Condit, Thomas Knowles MAGA © 2000-2014
In keeping with our policy of providing free information on the Internet, data and images may be used by non-commercial entities, as long as this message remains on all copied material. These electronic pages cannot be reproduced in any format for profit or for other presentation without express permission by the contributor(s).



HISTORY OF CASS COUNTY ILLINOIS - 1915

Chicago: The S. J. Clarke Publishing Co.

Page 867

CONDIT, THOMAS KNOWLES, cashier of the First National Bank of Beardstown, Ill., is widely known over the state, not only for his financial knowledge and conservatism, but because of the efficiency with which he has fulfilled the duties of responsible public positions to which he has been appointed at different times. He was born at Winchester, Scott County, Ill., February 11, 1856, a son of William and Margaret (Knowles) Condit. William Condit was born at Orange, N.J., and married Margaret Knowles, who was born at Seaford, Del. She died March 30, 1872, having come to Scott County with her mother and sisters after her father, Dr. Knowles, died in Delaware. The children of William Condit and wife were: Henry F., of Kansas City, Mo.; Thomas K.; Charles H., a banker of Winchester, Ill.; William F., in the clothing business at Astoria, Ill.; Joseph V., who died in 1907; Carrie, who is Mrs. H. C. Worcester, of Roodhouse, Ill.; and Margaret, who is Mrs. W. C. Kechler, of Winchester.

The Condit family is an old one in the United States, the first of the name being found at Newark, N. J., in 1678, and Moses Condit, five generations removed from Thomas Knowles condit, was an officer in the Revolutionary war. Grandfather William Condit was born at Orange, N. J., in 1800, where he became a hat manufacturer. In 1844 his plant was burned, throwing his employees out of work. In 1845 his son William and a relative, Henry Stryker, came to Jacksonville, I., and shortly afterward to Winchester, where he was engaged in hat manufacturing from 1848 until 1872, when he added gents' furnishing goods and continued in the business until 1893, when he retired and died in 1896. He was appointed postmaster of Winchester early in 1862 and served twelve years; was collector of internal revenue from 1860 until 1872, when the office was consolidated with the Quincy district, and in 1894 was elected treasurer of Scott county.

Thomas Knowles Condit attended school until fourteen years of age, when he began clerking in a dry goods store at Winchester and received $50 for his first six months' work. He continued clerical work until 1873, when he went to Chicago and took a course of three months in bookkeeping at the Bryant and Stratton Business college and was credited with completing the course in a shorter time than had any other pupil of that old institution. Mr. Condit then accepted a position in the distributing room of the Chicago Times, taking charge of the mailing list of the country subscribers. Some weeks later he was employed as a bookkeeper by the First National Bank of Winchester, working as such from April 1, 1874, until November 4, 1874, when he came to Beardstown. here he was made cashier of the private bank of Skillings, Carter & Arenz, which position he held until April, 1877, when the bank was reorganized as the Peoples State Bank, Mr. Condit being one of the organizers, and became cashier and continued as such until February 17, 1887, when this bank was merged into the First National Bank with a capital of $50,000. The officers were: J. H. Harris, president; J. H. Hagener, vice president; Thomas K. Condit, cashier. In 1893 the capital stock was increased to $80,000; in 1903 to $100,000 and it is working with this capital, with a surplus of $125,000. and undivided profits of $10,000. There have been some changes in the offices of president and vice president, in 1890 Mr. Shultz becoming vice president and president in 1900, with A. E. Schmoedt vice president. Mr. Condit has continued cashier, while his eldest son, Floyd M. Condit, who has been associated with the bank since 1899, is assistant cashier. The latter married Edith Smith, in 1902, and they have three children: Harriet, Mary Louise and Edith Elizabeth.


— DIRECTIONS —
Restate word for word the lines from the one containing "Resolution: 1024w x" through the end of the listing below, with both ends included.

------------------------------------------------------------

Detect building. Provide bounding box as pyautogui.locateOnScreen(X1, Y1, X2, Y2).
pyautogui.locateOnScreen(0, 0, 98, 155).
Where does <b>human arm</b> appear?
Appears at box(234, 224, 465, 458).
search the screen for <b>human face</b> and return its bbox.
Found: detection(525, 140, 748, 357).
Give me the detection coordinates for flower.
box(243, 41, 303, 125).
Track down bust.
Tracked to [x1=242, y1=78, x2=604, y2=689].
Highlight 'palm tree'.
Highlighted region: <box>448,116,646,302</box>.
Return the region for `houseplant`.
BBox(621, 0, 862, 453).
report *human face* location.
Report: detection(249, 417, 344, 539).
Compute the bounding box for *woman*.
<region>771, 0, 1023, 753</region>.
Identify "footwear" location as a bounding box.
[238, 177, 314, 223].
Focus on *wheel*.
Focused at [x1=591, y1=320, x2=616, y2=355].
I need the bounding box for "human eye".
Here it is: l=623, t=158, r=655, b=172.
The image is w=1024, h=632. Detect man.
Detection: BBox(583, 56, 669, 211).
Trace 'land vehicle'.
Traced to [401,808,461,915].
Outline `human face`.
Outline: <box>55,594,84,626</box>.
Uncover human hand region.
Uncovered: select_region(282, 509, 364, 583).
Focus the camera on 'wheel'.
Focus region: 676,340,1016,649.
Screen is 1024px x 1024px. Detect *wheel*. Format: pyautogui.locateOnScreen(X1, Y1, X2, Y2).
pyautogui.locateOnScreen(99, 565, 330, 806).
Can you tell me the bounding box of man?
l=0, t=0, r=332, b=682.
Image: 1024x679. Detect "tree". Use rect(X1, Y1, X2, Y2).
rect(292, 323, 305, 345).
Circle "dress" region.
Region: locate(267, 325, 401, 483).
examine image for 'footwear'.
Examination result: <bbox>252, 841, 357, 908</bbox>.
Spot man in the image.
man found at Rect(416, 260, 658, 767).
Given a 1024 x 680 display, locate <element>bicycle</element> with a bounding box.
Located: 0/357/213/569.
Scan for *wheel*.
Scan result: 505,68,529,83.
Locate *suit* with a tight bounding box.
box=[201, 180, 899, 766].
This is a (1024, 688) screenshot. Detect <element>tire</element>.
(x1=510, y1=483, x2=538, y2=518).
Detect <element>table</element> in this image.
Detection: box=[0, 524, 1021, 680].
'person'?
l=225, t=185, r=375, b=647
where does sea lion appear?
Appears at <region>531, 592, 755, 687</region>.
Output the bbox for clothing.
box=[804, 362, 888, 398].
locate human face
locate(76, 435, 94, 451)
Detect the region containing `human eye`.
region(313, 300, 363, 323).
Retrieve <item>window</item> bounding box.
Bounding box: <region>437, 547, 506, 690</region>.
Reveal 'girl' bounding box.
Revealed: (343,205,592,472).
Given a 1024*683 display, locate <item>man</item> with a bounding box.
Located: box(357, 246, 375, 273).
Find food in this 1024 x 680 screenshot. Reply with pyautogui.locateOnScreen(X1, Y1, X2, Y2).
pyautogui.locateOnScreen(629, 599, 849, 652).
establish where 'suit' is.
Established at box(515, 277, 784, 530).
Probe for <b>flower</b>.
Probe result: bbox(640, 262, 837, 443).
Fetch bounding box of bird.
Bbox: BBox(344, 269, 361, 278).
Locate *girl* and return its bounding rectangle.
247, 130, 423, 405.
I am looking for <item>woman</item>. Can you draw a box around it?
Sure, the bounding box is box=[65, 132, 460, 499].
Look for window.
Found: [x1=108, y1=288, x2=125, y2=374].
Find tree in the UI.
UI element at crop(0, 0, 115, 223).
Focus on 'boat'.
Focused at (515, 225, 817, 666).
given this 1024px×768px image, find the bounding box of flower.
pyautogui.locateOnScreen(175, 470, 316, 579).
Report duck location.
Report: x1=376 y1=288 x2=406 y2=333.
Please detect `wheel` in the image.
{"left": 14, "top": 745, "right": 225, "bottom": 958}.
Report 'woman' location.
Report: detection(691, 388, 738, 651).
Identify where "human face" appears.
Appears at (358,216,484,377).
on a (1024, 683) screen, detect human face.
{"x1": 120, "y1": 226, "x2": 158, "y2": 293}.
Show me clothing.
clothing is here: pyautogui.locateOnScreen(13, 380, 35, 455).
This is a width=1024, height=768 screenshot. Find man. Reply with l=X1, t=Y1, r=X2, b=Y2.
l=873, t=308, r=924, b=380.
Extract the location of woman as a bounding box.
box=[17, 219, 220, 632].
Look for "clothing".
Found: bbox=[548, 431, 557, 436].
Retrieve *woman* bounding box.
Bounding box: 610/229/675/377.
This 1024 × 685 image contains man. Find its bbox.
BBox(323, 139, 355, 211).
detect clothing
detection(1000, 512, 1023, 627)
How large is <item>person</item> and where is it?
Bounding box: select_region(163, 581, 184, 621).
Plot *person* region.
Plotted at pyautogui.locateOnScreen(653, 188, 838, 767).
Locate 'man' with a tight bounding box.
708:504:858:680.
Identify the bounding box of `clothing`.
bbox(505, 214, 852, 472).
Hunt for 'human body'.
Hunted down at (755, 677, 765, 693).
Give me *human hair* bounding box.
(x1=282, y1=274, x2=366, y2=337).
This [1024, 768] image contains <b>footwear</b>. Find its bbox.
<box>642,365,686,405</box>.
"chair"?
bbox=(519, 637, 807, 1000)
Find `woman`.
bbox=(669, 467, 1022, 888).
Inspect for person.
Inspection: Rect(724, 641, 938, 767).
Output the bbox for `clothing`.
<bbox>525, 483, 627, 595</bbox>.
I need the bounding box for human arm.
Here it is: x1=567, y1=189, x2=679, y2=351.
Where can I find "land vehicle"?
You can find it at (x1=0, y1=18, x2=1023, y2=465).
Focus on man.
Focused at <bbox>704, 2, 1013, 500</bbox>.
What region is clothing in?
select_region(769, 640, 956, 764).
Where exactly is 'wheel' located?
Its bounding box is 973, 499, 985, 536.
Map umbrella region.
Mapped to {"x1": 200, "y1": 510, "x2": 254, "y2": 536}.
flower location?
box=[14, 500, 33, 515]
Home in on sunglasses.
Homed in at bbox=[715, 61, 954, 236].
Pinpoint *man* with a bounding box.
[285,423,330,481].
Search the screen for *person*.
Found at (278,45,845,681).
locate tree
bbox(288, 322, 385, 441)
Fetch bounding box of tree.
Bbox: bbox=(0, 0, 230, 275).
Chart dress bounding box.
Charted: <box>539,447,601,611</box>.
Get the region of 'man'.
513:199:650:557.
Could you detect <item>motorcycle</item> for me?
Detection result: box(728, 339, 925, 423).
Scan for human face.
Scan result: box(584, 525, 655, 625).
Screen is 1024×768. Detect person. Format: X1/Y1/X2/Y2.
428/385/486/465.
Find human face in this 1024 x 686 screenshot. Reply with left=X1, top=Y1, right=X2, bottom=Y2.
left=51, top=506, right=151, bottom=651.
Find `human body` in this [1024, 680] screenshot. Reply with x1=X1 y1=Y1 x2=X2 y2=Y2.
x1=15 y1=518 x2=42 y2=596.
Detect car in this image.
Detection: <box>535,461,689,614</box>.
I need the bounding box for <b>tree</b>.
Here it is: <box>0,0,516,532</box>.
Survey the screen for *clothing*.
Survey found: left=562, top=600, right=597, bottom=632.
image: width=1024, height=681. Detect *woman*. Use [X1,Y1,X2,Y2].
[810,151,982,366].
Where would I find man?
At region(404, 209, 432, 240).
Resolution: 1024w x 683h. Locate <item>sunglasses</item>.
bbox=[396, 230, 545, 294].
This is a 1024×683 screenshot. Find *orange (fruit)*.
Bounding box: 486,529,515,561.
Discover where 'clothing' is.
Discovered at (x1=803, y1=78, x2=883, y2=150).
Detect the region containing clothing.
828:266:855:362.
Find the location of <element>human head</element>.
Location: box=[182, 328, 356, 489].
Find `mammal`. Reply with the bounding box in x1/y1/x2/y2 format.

------------------------------------------------------------

— PROBLEM SOLUTION —
Resolution: 1024w x 683h. Locate <item>sunglasses</item>.
bbox=[396, 230, 545, 294].
This is a 1024×683 screenshot. Find *orange (fruit)*.
Bounding box: 486,529,515,561.
Discover where 'clothing' is.
Discovered at (x1=803, y1=78, x2=883, y2=150).
Detect the region containing clothing.
828:266:855:362.
Find the location of <element>human head</element>.
Location: box=[182, 328, 356, 489].
Find `mammal`. Reply with the bounding box in x1/y1/x2/y2 format.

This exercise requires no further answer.